By Berlinda Recacho
It's all coming back to me now, how much I wanted to be Natalie Merchant in the early Nineties. She was the kind of cool that I found both accessible and aspirational: the brunette bob, the swingy dresses, that rich voice with its odd cadence and accent of unplaceable region. I liked the air of mystery she conveyed --enigmatic and reserved -- as distinct from other women fronting bands as her group 10,000 Maniacs was from the other music of the day. Her bookish, literate songs made the world a more interesting and occasionally scarier place. I listened to the Maniacs out of order, always with several years between each discovery. My classmates and I sang "Trouble Me" and "You Happy Puppet" from 1989's Blind Man's Zoo on the car trip to our high school Latin state competition. Then I discovered In My Tribe from 1988 and loved all of it completely. The appearance of Our Time in Eden was a surprise; "These Are Days" --on constant rotation on WHFS around this area -- was, and still is a favorite. At the 1993 Inaugural Ball she dueted with Michael Stipe of R.E.M. and later that year, the Maniacs’ cover of Patti Smith's "Because The Night" on MTV's "Unplugged" program became their highest charting single. When Merchant left the band to go off on her own, I was heartbroken. I put her in a time capsule, tucked it away in my memories and forgot where I stashed the map.
Nostalgia -- a sentimental longing or wistful affection for the past, typically for a period or place with happy personal associations -- is a powerful force. Art is basically the only thing that can tame it. I recently watched a film titled Nostalgia by the auteur Andrei Tarkovsky: a series of dreamlike images that open into each other and overlap and recur, the haunted recollections of a poet in exile. Natalie Merchant similarly operates within these bounds of recollection and remembrance. She casts her storytelling net wide to capture even scenes you'd like to forget. Her scope reminds me of an art installation I once encountered, one which began with an invitation into an impossibly dark space, with warnings and disclaimers that visibility would be limited by the darkness. Halfway in, I froze and refused to go any further. Merchant hones in on the fact that we are aware that we're afraid of the dark, both literally and figuratively. Throughout her career, she's written songs that I've found difficult to listen to because they describe this fear with bleak and sorrowful accuracy. Merchant has never seemed afraid to tackle a difficult subject or an unpopular point of view, staying true to the activist/protest era of her formative years. There's a melancholy inherent in all her work, where even an upbeat tune belies a darkness that can seep through the lyrics. I've always admired her for this ability, though at times it can be too much to bear.
When I learned that Merchant was releasing Keep Your Courage, her first album of new music since 2014, I was intrigued, and perhaps a little apprehensive about how to approach these new songs. I compared and contrasted some of the new tracks to Merchant's canon. The gentle "Song of Himself" pays tribute to transcendentalist poet Walt Whitman as "Hey Jack Kerouac" served as a fitting tribute to the pioneers of the Beat generation. "Sister Tilly" is a quiet epilogue, the bookend of a life that might have started with In My Tribe's ebullient wedding song, "My Sister Rose". Merchant's observations are studied and reserved, but no less powerful: "Oh Miss Tilly, I think you should know/Everyone's missing you here/With your hair in a mess/and your outdated dress/when Halston was all the rage/back in your Chelsea Girl days." The timbre of Merchant's voice has deepened, but she can still traverse her familiar vocal range; the high notes especially retain flickers of recognition. In the first two tracks, she is joined by Abena Koomson-Davis (of the group Van Davis), who echoes a younger Merchant. "Big Girls" and "Come On Aphrodite" sound like duets between the same woman at different points in her life. "Girls" is a richly imagined interior monologue in case of emergency. In "Aphrodite", entreaties to the "Flower of the ocean/pearl of the sea" to "make me love" resound through the ages. The Sixties-inspired soul, complete with horn section, calls to mind Our Time in Eden's rollicking "Candy Everybody Wants" and "Few and Far Between".
But not everything on Keep Your Courage is a pastiche of what came before. "Tower of Babel" incorporates Latin brass in an alluring tango, attempting communication through music when words fail. "Narcissus", my favorite track on the album, is the perfect balance of sadness and beauty, a dynamic blend of blues and strings. This is Natalie Merchant at the height of her powers; when she sings, "But I was drawn to you like those ships of fools that had gone before/Drawn by your haunting voice/but never/but never reached the shore," you can't turn away, not that you want to.
Aging gracefully is the myth of marketing, a siren song that veers your ship into rocks and wrecks and ruin, but Natalie Merchant is not buying what they are selling. Even as a young woman, she occupied her own strange space, inscrutable and mysterious. Her dark hair might have turned to silver, but she is intrinsically made of the same substance that made her so compelling nearly forty years ago. In Keep Your Courage, she charts the passing of time as an older version of herself, with no apologies.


[Your assignment]
In the entries below, every line with the string "bounding" is to be reported.

[Records from a collection]

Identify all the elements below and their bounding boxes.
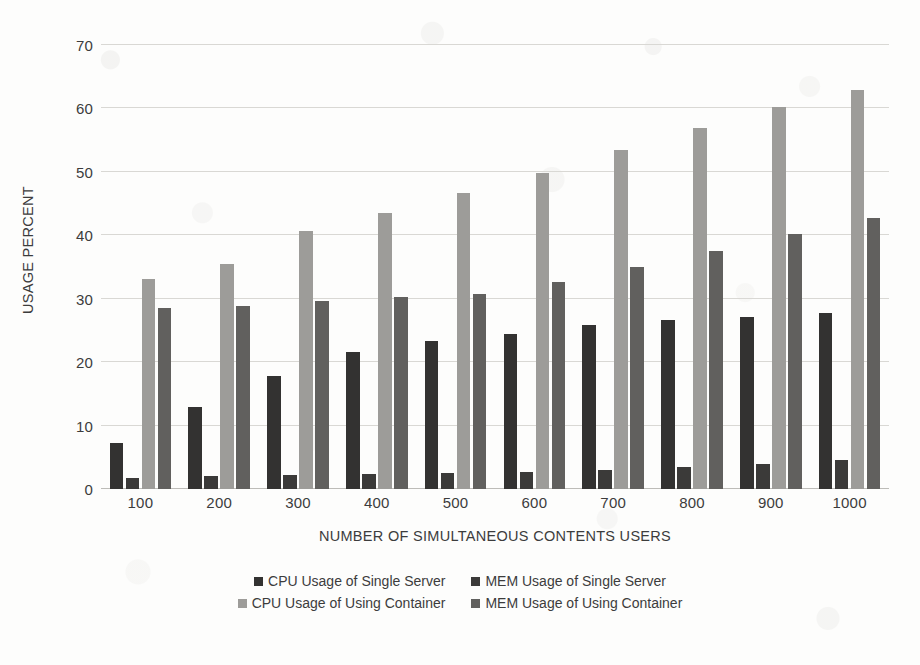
bar — [142, 279, 156, 489]
bar — [693, 128, 707, 489]
bar-group-1000 — [810, 45, 889, 489]
legend-swatch-icon — [254, 577, 263, 586]
legend-item[interactable]: CPU Usage of Single Server — [254, 573, 445, 589]
bar-group-400 — [337, 45, 416, 489]
x-axis-title: NUMBER OF SIMULTANEOUS CONTENTS USERS — [101, 528, 889, 544]
bar — [441, 473, 455, 489]
bar — [819, 313, 833, 489]
legend-item-label: CPU Usage of Using Container — [252, 595, 446, 611]
bar — [598, 470, 612, 489]
bar — [630, 267, 644, 489]
y-tick-label-70: 70 — [76, 37, 93, 54]
bar — [835, 460, 849, 489]
bar — [788, 234, 802, 489]
y-tick-label-60: 60 — [76, 100, 93, 117]
bar — [867, 218, 881, 489]
bar-group-700 — [574, 45, 653, 489]
legend-swatch-icon — [471, 577, 480, 586]
bar — [582, 325, 596, 489]
x-tick-label-200: 200 — [206, 494, 232, 511]
bar-group-100 — [101, 45, 180, 489]
legend-item-label: CPU Usage of Single Server — [268, 573, 445, 589]
y-axis-tick-labels: 010203040506070 — [48, 45, 93, 489]
bar — [504, 334, 518, 489]
bar — [362, 474, 376, 489]
bar — [473, 294, 487, 489]
bar-chart-figure: USAGE PERCENT 010203040506070 1002003004… — [0, 0, 920, 665]
legend-swatch-icon — [471, 599, 480, 608]
bar — [772, 107, 786, 489]
x-tick-label-700: 700 — [600, 494, 626, 511]
y-tick-label-30: 30 — [76, 290, 93, 307]
legend-swatch-icon — [238, 599, 247, 608]
y-tick-label-50: 50 — [76, 163, 93, 180]
bar — [552, 282, 566, 489]
bar-group-800 — [653, 45, 732, 489]
x-axis-tick-labels: 1002003004005006007008009001000 — [101, 494, 889, 516]
y-axis-title-text: USAGE PERCENT — [20, 186, 36, 314]
y-tick-label-10: 10 — [76, 417, 93, 434]
chart-legend: CPU Usage of Single ServerMEM Usage of S… — [0, 573, 920, 611]
bar — [299, 231, 313, 489]
bar — [158, 308, 172, 489]
bar-group-200 — [180, 45, 259, 489]
y-tick-label-0: 0 — [84, 481, 93, 498]
bar — [204, 476, 218, 489]
y-axis-title: USAGE PERCENT — [6, 0, 50, 500]
y-tick-label-40: 40 — [76, 227, 93, 244]
bar — [378, 213, 392, 489]
legend-item[interactable]: CPU Usage of Using Container — [238, 595, 446, 611]
legend-item[interactable]: MEM Usage of Single Server — [471, 573, 666, 589]
bar — [740, 317, 754, 489]
bar — [394, 297, 408, 489]
bar — [520, 472, 534, 489]
bar — [614, 150, 628, 489]
bar — [425, 341, 439, 489]
bar — [236, 306, 250, 489]
legend-item[interactable]: MEM Usage of Using Container — [471, 595, 682, 611]
plot-area — [101, 45, 889, 489]
bar — [220, 264, 234, 489]
bar — [188, 407, 202, 489]
bar — [661, 320, 675, 489]
legend-row: CPU Usage of Using ContainerMEM Usage of… — [238, 595, 683, 611]
x-tick-label-600: 600 — [522, 494, 548, 511]
bar — [457, 193, 471, 489]
bar — [267, 376, 281, 489]
x-tick-label-100: 100 — [128, 494, 154, 511]
x-tick-label-900: 900 — [758, 494, 784, 511]
x-tick-label-800: 800 — [679, 494, 705, 511]
x-tick-label-300: 300 — [285, 494, 311, 511]
bar — [709, 251, 723, 489]
bar — [851, 90, 865, 489]
bar — [677, 467, 691, 489]
legend-item-label: MEM Usage of Single Server — [485, 573, 666, 589]
y-tick-label-20: 20 — [76, 354, 93, 371]
bar — [756, 464, 770, 489]
bar — [315, 301, 329, 489]
legend-row: CPU Usage of Single ServerMEM Usage of S… — [254, 573, 666, 589]
bar — [126, 478, 140, 489]
bars-layer — [101, 45, 889, 489]
x-tick-label-400: 400 — [364, 494, 390, 511]
bar-group-500 — [416, 45, 495, 489]
x-tick-label-500: 500 — [443, 494, 469, 511]
bar — [536, 173, 550, 489]
bar-group-600 — [495, 45, 574, 489]
bar — [346, 352, 360, 489]
x-tick-label-1000: 1000 — [833, 494, 867, 511]
legend-item-label: MEM Usage of Using Container — [485, 595, 682, 611]
bar-group-900 — [731, 45, 810, 489]
bar — [110, 443, 124, 489]
bar-group-300 — [259, 45, 338, 489]
bar — [283, 475, 297, 489]
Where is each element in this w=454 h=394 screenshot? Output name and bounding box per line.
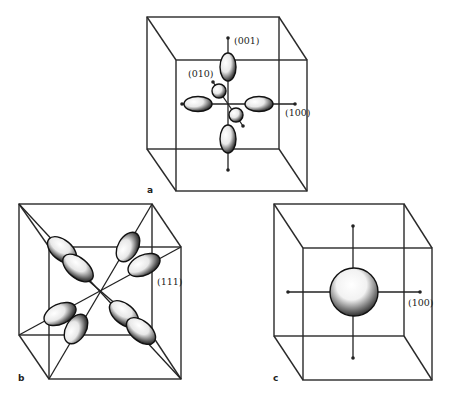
panel-label-c: c <box>273 373 278 383</box>
label-100: (100) <box>285 107 311 118</box>
crystal-orbital-diagram: (001) (010) (100) a <box>0 0 454 394</box>
panel-b: (111) b <box>18 204 183 383</box>
panel-label-b: b <box>18 373 25 383</box>
sphere-c <box>330 268 378 316</box>
body-diagonals-b <box>19 204 181 379</box>
panel-c: (100) c <box>273 204 434 383</box>
panel-label-a: a <box>147 185 153 195</box>
label-100-c: (100) <box>408 297 434 308</box>
label-111: (111) <box>157 276 183 287</box>
label-001: (001) <box>234 35 260 46</box>
label-010: (010) <box>188 68 214 79</box>
panel-a: (001) (010) (100) a <box>147 17 311 195</box>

[Response for this exercise]
Identify all the elements below and their bounding boxes.
Where is each element in this w=454 h=394 screenshot? Output name and bounding box per line.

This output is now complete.